Find Your Ideal Cinema Viewing Distance
The right distance from a cinema screen depends on two things: how wide the screen is, and how much of your field of view you want it to fill. Use the calculator below, then read on for the standards behind it.
Viewing Distance Calculator
Enter the screen width and your target viewing angle to find the ideal seating distance.
Ideal distance
24.6 m
81 ft
As screen widths
1.54×
of screen width
Target angle
36°
horizontal FOV
Rule of thumb: most people prefer sitting 1.5-2× the screen width back. Below ~1× the image overruns your vision; beyond ~3× immersion drops off.
The Simple Geometry Behind It
Viewing distance follows directly from trigonometry. For a screen of width W and a target horizontal viewing angle θ, the ideal distance is:
The formula
A wider target angle means a more immersive (closer) seat; a narrower angle means a more relaxed (further) seat.
THX and SMPTE Recommended Angles
Two industry bodies publish seating guidance. SMPTE sets a minimum; THX targets a more immersive angle for the best seat in the house.
| Standard | Target angle | Feel |
|---|---|---|
| SMPTE minimum | 30° | Acceptable, back-of-house |
| THX recommended | 36° | Immersive sweet spot |
| Enthusiast | 50° | Highly immersive |
| IMAX-like | 70°+ | Fills peripheral vision |
Learn how angle translates into seat comfort and neck strain in our cinema viewing angle guide.
The Quick Rule of Thumb
If you don't want to do the math: sit 1.5 to 2 times the screen width back. On a 16m screen that is 24-32m; on a giant 22m IMAX screen it is 33-44m - which is why IMAX best seats sit higher and further back than in a standard hall. Compare screen sizes in our screen size guide.
Stop Calculating - Start Previewing
A number is useful, but seeing it is better. CinemaView's 3D seat simulator computes the viewing angle for every seat in IMAX, Dolby Cinema, ScreenX and 4DX, and shows you the screen from each one - so you can book with confidence.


WHAT THE TASK REQUIRES
Below are the records; tally the lines in them that include the word "each" and reply with the number alone.

MATERIAL TO PROCESS
========

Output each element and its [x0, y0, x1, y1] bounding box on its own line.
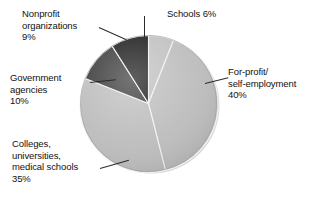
pie-label-government-agencies: Government agencies 10%: [10, 72, 102, 107]
pie-label-for-profit-self-employment: For-profit/ self-employment 40%: [228, 66, 320, 101]
pie-label-nonprofit-organizations: Nonprofit organizations 9%: [22, 8, 108, 43]
leader-line-schools: [144, 16, 145, 37]
pie-chart-figure: Nonprofit organizations 9% Government ag…: [0, 0, 320, 206]
pie-label-schools: Schools 6%: [167, 8, 257, 20]
pie-label-colleges-universities-medical-schools: Colleges, universities, medical schools …: [12, 138, 116, 184]
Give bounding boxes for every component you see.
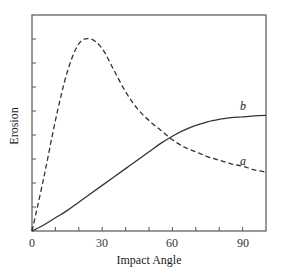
x-tick-label-90: 90: [237, 236, 249, 250]
x-axis-title: Impact Angle: [117, 253, 182, 267]
x-tick-label-30: 30: [96, 236, 108, 250]
y-axis-title: Erosion: [7, 107, 21, 144]
series-a-dashed-line: [32, 39, 266, 231]
plot-frame: [32, 15, 266, 231]
x-tick-label-0: 0: [29, 236, 35, 250]
x-tick-label-60: 60: [166, 236, 178, 250]
erosion-chart: 0 30 60 90 a b Impact Angle Erosion: [0, 0, 282, 273]
x-axis-ticks: [32, 227, 243, 231]
series-b-label: b: [240, 99, 246, 113]
x-axis-tick-labels: 0 30 60 90: [29, 236, 249, 250]
series-b-solid-line: [32, 115, 266, 231]
series-a-label: a: [240, 154, 246, 168]
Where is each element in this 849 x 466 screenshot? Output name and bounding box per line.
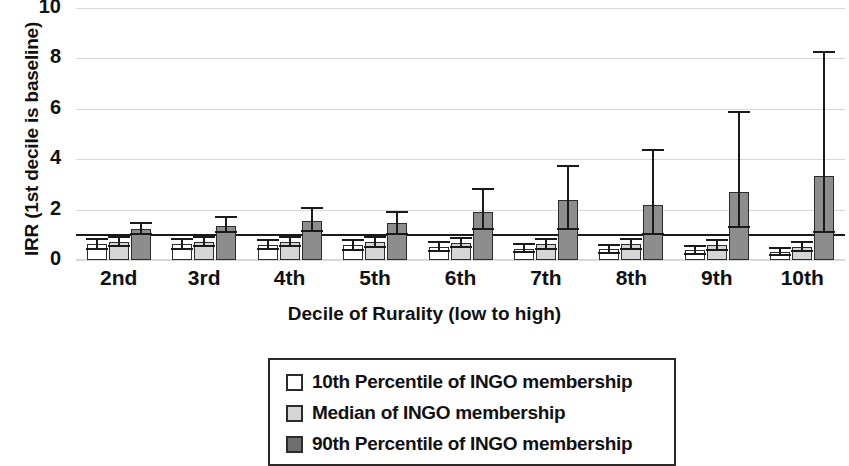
bar-group [514,8,578,260]
error-bar-cap-lower [215,231,237,233]
error-bar-cap-upper [620,238,642,240]
error-bar-cap-upper [472,188,494,190]
error-bar-line [482,189,484,228]
y-axis-tick-label: 8 [1,45,61,68]
x-axis-tick-label: 7th [530,266,562,290]
error-bar-cap-lower [728,226,750,228]
error-bar-cap-upper [342,239,364,241]
error-bar-cap-lower [86,248,108,250]
x-axis-tick-label: 4th [274,266,306,290]
error-bar-cap-upper [535,238,557,240]
legend-swatch-dark-gray-icon [286,436,303,453]
error-bar-cap-upper [642,149,664,151]
error-bar-cap-upper [301,207,323,209]
error-bar-cap-lower [706,249,728,251]
x-axis-tick-label: 8th [616,266,648,290]
chart-legend: 10th Percentile of INGO membershipMedian… [268,358,676,466]
error-bar-cap-upper [386,211,408,213]
error-bar-cap-upper [557,165,579,167]
error-bar-cap-lower [171,248,193,250]
error-bar-cap-lower [557,228,579,230]
bar-group [87,8,151,260]
plot-area: 0246810 [76,8,845,260]
x-axis-tick-label: 2nd [100,266,137,290]
error-bar-line [823,52,825,232]
legend-item-label: 10th Percentile of INGO membership [312,371,632,393]
legend-item-label: Median of INGO membership [312,402,565,424]
gridline [76,260,845,261]
error-bar-cap-lower [684,253,706,255]
error-bar-cap-lower [301,230,323,232]
legend-swatch-light-gray-icon [286,405,303,422]
y-axis-title: IRR (1st decile is baseline) [21,0,43,279]
error-bar-line [396,212,398,234]
error-bar-cap-upper [130,222,152,224]
x-axis-tick-label: 6th [445,266,477,290]
error-bar-cap-upper [813,51,835,53]
error-bar-cap-upper [684,245,706,247]
y-axis-tick-label: 0 [1,247,61,270]
error-bar-cap-upper [171,238,193,240]
error-bar-cap-lower [257,248,279,250]
bar-group [685,8,749,260]
error-bar-cap-lower [130,233,152,235]
x-axis-tick-label: 5th [359,266,391,290]
error-bar-cap-lower [364,246,386,248]
error-bar-cap-lower [642,233,664,235]
x-axis-tick-label: 10th [781,266,824,290]
error-bar-cap-upper [598,244,620,246]
error-bar-cap-lower [598,252,620,254]
error-bar-cap-lower [342,249,364,251]
x-axis-title: Decile of Rurality (low to high) [0,303,849,325]
legend-item: 10th Percentile of INGO membership [286,367,674,397]
error-bar-cap-lower [813,231,835,233]
error-bar-cap-lower [513,251,535,253]
error-bar-line [225,217,227,233]
error-bar-cap-upper [279,236,301,238]
error-bar-cap-lower [535,248,557,250]
error-bar-cap-lower [769,254,791,256]
bar-group [172,8,236,260]
error-bar-cap-upper [364,236,386,238]
error-bar-cap-upper [257,239,279,241]
error-bar-cap-upper [215,216,237,218]
bar-group [343,8,407,260]
error-bar-cap-lower [450,246,472,248]
x-axis-tick-label: 9th [701,266,733,290]
error-bar-line [567,166,569,228]
error-bar-cap-lower [428,250,450,252]
error-bar-cap-upper [769,247,791,249]
error-bar-cap-lower [386,233,408,235]
y-axis-tick-label: 2 [1,197,61,220]
bar-group [258,8,322,260]
error-bar-cap-lower [791,250,813,252]
bar-group [599,8,663,260]
error-bar-cap-lower [193,245,215,247]
error-bar-cap-upper [706,239,728,241]
y-axis-tick-label: 10 [1,0,61,18]
error-bar-cap-upper [428,241,450,243]
error-bar-cap-upper [513,243,535,245]
error-bar-cap-upper [728,111,750,113]
error-bar-cap-upper [193,236,215,238]
error-bar-cap-lower [472,228,494,230]
legend-item-label: 90th Percentile of INGO membership [312,433,632,455]
error-bar-cap-lower [108,245,130,247]
bar-group [429,8,493,260]
chart-figure: IRR (1st decile is baseline) 0246810 2nd… [0,0,849,466]
legend-item: Median of INGO membership [286,398,674,428]
error-bar-cap-upper [791,241,813,243]
error-bar-cap-lower [620,248,642,250]
legend-item: 90th Percentile of INGO membership [286,429,674,459]
y-axis-tick-label: 6 [1,96,61,119]
error-bar-line [311,208,313,231]
x-axis-tick-label: 3rd [188,266,221,290]
error-bar-cap-upper [86,238,108,240]
error-bar-line [652,150,654,234]
error-bar-line [738,112,740,227]
legend-swatch-white-icon [286,374,303,391]
error-bar-cap-upper [108,236,130,238]
y-axis-tick-label: 4 [1,146,61,169]
error-bar-cap-lower [279,245,301,247]
bar-group [770,8,834,260]
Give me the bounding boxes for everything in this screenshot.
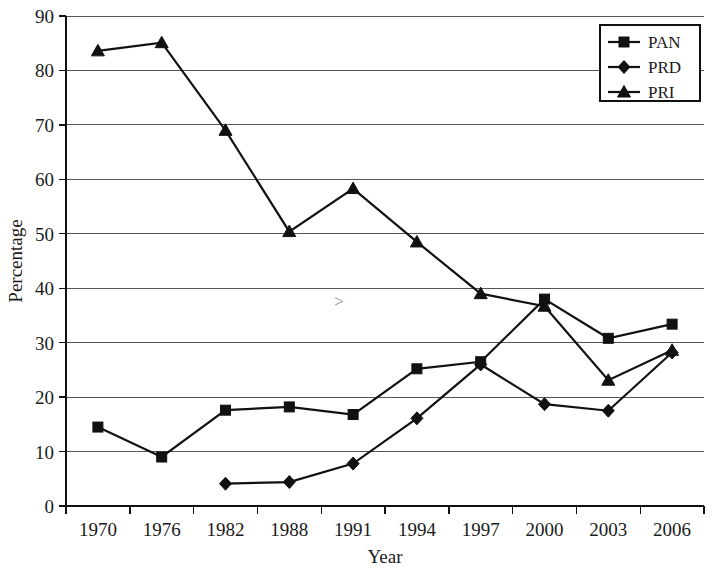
data-point-pan (221, 405, 231, 415)
data-point-pan (667, 319, 677, 329)
x-axis-title: Year (367, 546, 403, 567)
stray-glyph-annotation: > (334, 292, 344, 311)
data-point-pan (157, 452, 167, 462)
y-tick-label: 40 (35, 278, 54, 299)
y-axis-title: Percentage (5, 219, 26, 302)
data-point-pan (603, 333, 613, 343)
data-point-pan (93, 422, 103, 432)
chart-annotations: > (334, 292, 344, 311)
legend-label: PRD (648, 58, 681, 77)
data-point-pan (284, 402, 294, 412)
x-tick-label: 2000 (526, 519, 564, 540)
x-tick-label: 1988 (270, 519, 308, 540)
y-tick-label: 90 (35, 6, 54, 27)
x-tick-label: 1997 (462, 519, 500, 540)
legend-label: PAN (648, 33, 680, 52)
legend-marker-pan (619, 37, 629, 47)
y-tick-label: 10 (35, 442, 54, 463)
y-tick-label: 70 (35, 115, 54, 136)
y-tick-label: 0 (45, 496, 55, 517)
y-tick-label: 30 (35, 333, 54, 354)
y-tick-label: 60 (35, 169, 54, 190)
chart-container: 0102030405060708090 19701976198219881991… (0, 0, 712, 575)
x-tick-label: 1982 (207, 519, 245, 540)
x-tick-label: 1994 (398, 519, 437, 540)
y-tick-label: 50 (35, 224, 54, 245)
y-tick-label: 20 (35, 387, 54, 408)
x-tick-label: 1970 (79, 519, 117, 540)
x-tick-label: 2003 (589, 519, 627, 540)
x-tick-label: 2006 (653, 519, 691, 540)
chart-legend[interactable]: PANPRDPRI (600, 25, 700, 102)
legend-label: PRI (648, 83, 675, 102)
line-chart: 0102030405060708090 19701976198219881991… (0, 0, 712, 575)
y-tick-label: 80 (35, 60, 54, 81)
x-tick-label: 1991 (334, 519, 372, 540)
x-tick-label: 1976 (143, 519, 181, 540)
data-point-pan (412, 364, 422, 374)
data-point-pan (348, 410, 358, 420)
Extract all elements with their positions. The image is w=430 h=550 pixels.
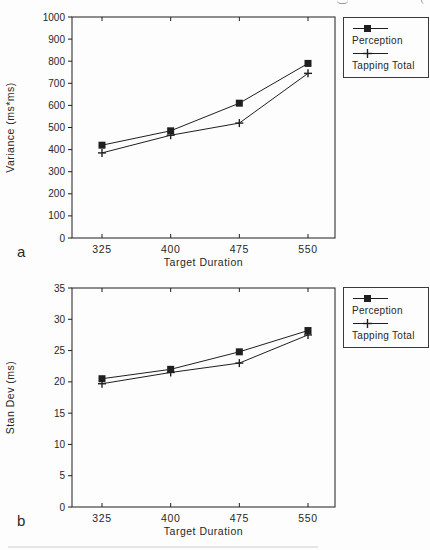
- svg-text:100: 100: [48, 210, 65, 221]
- legend-entry-perception: Perception: [352, 293, 426, 316]
- svg-text:325: 325: [92, 512, 111, 524]
- svg-text:550: 550: [298, 243, 317, 255]
- legend-entry-tapping-total: Tapping Total: [352, 48, 426, 71]
- svg-text:700: 700: [48, 78, 65, 89]
- svg-text:200: 200: [48, 188, 65, 199]
- svg-text:475: 475: [230, 512, 249, 524]
- square-marker-icon: [352, 23, 426, 34]
- svg-text:30: 30: [54, 314, 66, 325]
- panel-label-a: a: [17, 243, 25, 260]
- svg-text:900: 900: [48, 34, 65, 45]
- legend-panel-b: Perception Tapping Total: [343, 287, 429, 348]
- svg-text:400: 400: [161, 512, 180, 524]
- svg-text:10: 10: [54, 439, 66, 450]
- svg-text:Target Duration: Target Duration: [164, 525, 243, 537]
- legend-label: Tapping Total: [352, 60, 426, 71]
- svg-text:300: 300: [48, 166, 65, 177]
- svg-text:15: 15: [54, 408, 66, 419]
- svg-text:400: 400: [48, 144, 65, 155]
- legend-label: Perception: [352, 35, 426, 46]
- svg-text:1000: 1000: [43, 12, 66, 23]
- svg-text:475: 475: [230, 243, 249, 255]
- svg-text:0: 0: [59, 233, 65, 244]
- svg-text:0: 0: [59, 502, 65, 513]
- svg-text:400: 400: [161, 243, 180, 255]
- legend-label: Tapping Total: [352, 330, 426, 341]
- svg-text:5: 5: [59, 470, 65, 481]
- svg-text:Stan Dev (ms): Stan Dev (ms): [4, 361, 16, 435]
- svg-text:20: 20: [54, 376, 66, 387]
- panel-label-b: b: [17, 512, 25, 529]
- svg-text:800: 800: [48, 56, 65, 67]
- svg-text:Target Duration: Target Duration: [164, 256, 243, 268]
- plus-marker-icon: [352, 318, 426, 329]
- svg-text:500: 500: [48, 122, 65, 133]
- legend-entry-perception: Perception: [352, 23, 426, 46]
- svg-text:550: 550: [298, 512, 317, 524]
- plus-marker-icon: [352, 48, 426, 59]
- figure-page: 0100200300400500600700800900100032540047…: [0, 0, 430, 550]
- legend-entry-tapping-total: Tapping Total: [352, 318, 426, 341]
- svg-text:325: 325: [92, 243, 111, 255]
- square-marker-icon: [352, 293, 426, 304]
- svg-text:Variance (ms*ms): Variance (ms*ms): [4, 82, 16, 173]
- svg-text:25: 25: [54, 345, 66, 356]
- legend-panel-a: Perception Tapping Total: [343, 17, 429, 78]
- svg-text:600: 600: [48, 100, 65, 111]
- legend-label: Perception: [352, 305, 426, 316]
- svg-text:35: 35: [54, 283, 66, 294]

========

TASK RESPONSE
2